We ascended a set of stairs which opened out into a huge hall. Like everything else it was blank, white and featureless, at the far end of its cavernous space sat a table, ornately laid and featuring guests. "Well thank the Lord for that," I said. "I was beginning to think there was nobody else in this entire place but me."

To the left was a well-dressed gentleman who would have cut a dapper figure were it not for his face. He had a blank patch of skin where his eyes should be. He barely acknowledged my arrival; I forgave him for not looking up, of course, but he might have said hello.

Across the table from the surly fellow was a far more congenial couple. A beautiful young girl of negroid descent and, well, my first assumption was that I was dining in high company indeed...

"Oh," I said, on spotting him... "You're not..." I wondered if I should bow.

"His name's Soldier Joe," said the girl. "Don't let the beard and hair fool you, he's as much a stranger around here as you are."

"My name's not actually Joe," the man admitted, "though for the moment I can't rightly remember what it is so I suppose it'll do for now."

This was shaping up to be like every publishing dinner I'd ever known: a table filled with the aggressive, the beautiful and the mad.

"Well, as a man who has had his own surfeit of names I can understand the confusion," I said. "I'm Patrick Irish, but up until recently I wrote under the name of Roderick Quartershaft."

This provoked a veritable slab of indifference. Clearly I was not in the company of devotees.

"I've not been much of a reader," said Soldier Joe. "Up until very recently I've had... a number of health problems."

"Please," I lied. “It hardly matters! Not everyone's a reader, after all. How about..." I looked to the other gentleman and immediately shut my terribly stupid mouth. "I never seem to find the time," he said and smiled. It wasn't a pleasant smile. Rather a sharp, hostile thing. The kind of smile a man offers you so that you know that, while he is aware of your insult, he is far too scary and violent to let it upset him. Though he is probably going to kill you anyway. I couldn't think of anything to say that might make matters better so I just shut up for all of ten seconds and then changed the subject.

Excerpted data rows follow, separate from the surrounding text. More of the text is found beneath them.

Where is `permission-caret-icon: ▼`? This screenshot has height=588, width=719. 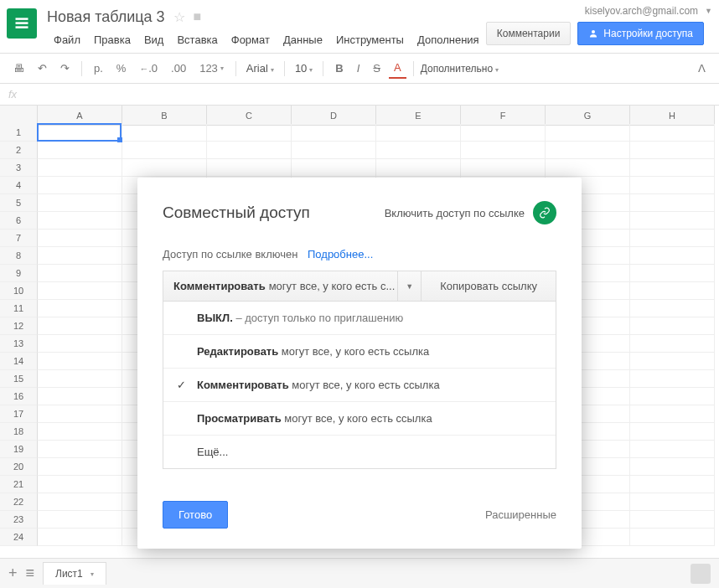 permission-caret-icon: ▼ is located at coordinates (410, 286).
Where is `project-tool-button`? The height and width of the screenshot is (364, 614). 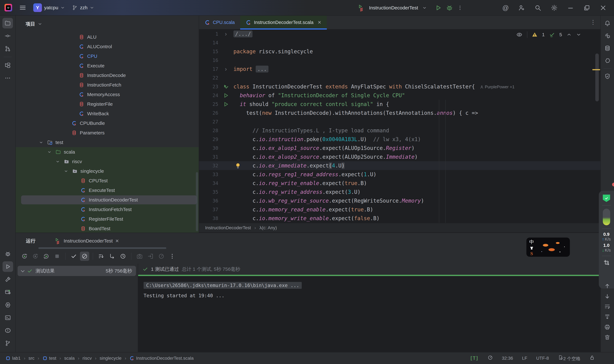
project-tool-button is located at coordinates (8, 23).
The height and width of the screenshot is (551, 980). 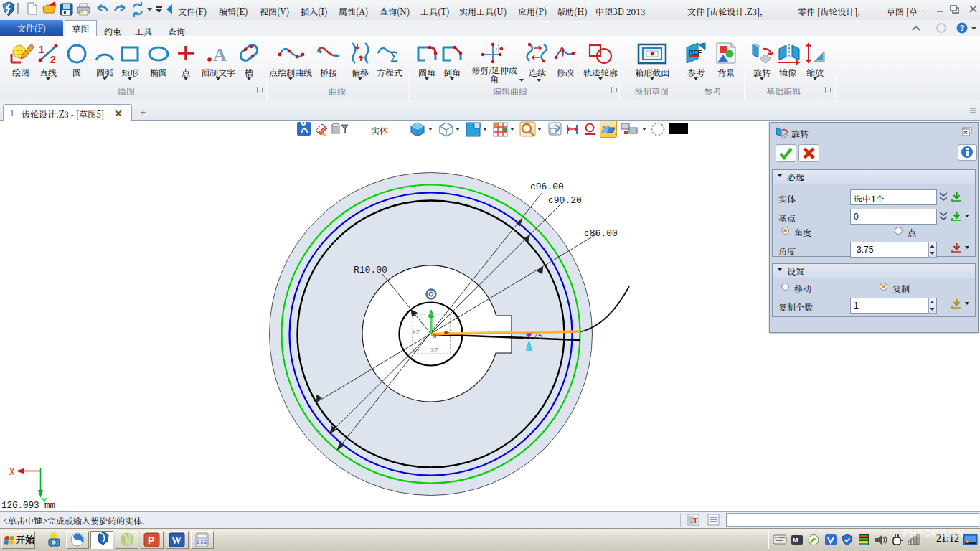 I want to click on svg-text: c86.00, so click(x=601, y=234).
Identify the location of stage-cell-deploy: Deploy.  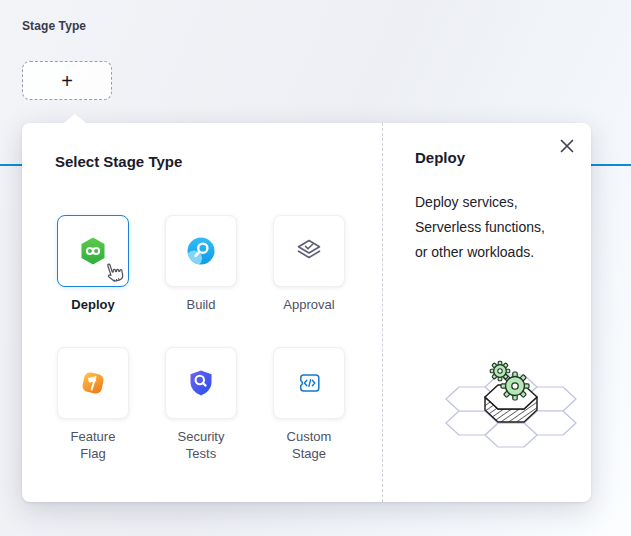
(93, 264).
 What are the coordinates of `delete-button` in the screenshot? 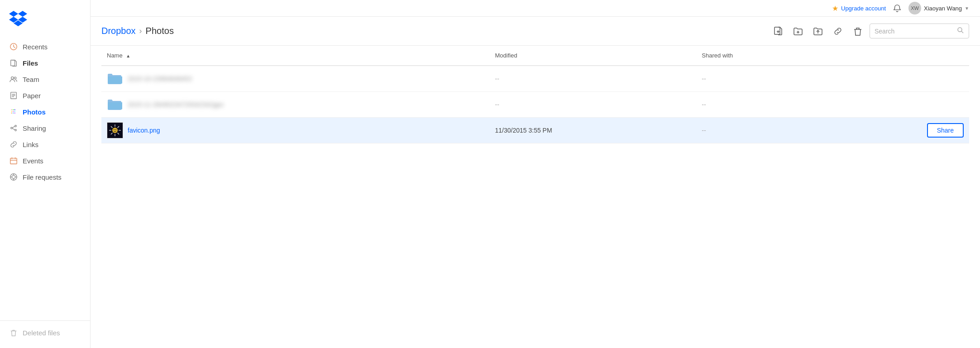 It's located at (858, 31).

"And your name?" I asked the girl.

"Hope Lane," she replied.

"Lovely. Like an address. To a particularly wonderful house."

Oh I r ish, you wer e not at your best. She was polite enough to laugh.

"Well," I said, "this is all very nice isn't it?"

I'm English you see, we like to deal in intangible conversations for as long as possible.

"Nice?" the blind gentleman asked. I supposed I should have asked him his name too but I was avoiding any contact unless under direct force.

"Well," I said, sitting down as far away from him as was possible given the limited space available. "You know... erm... dinner in Heaven. I've been in worse situations. Especially of late.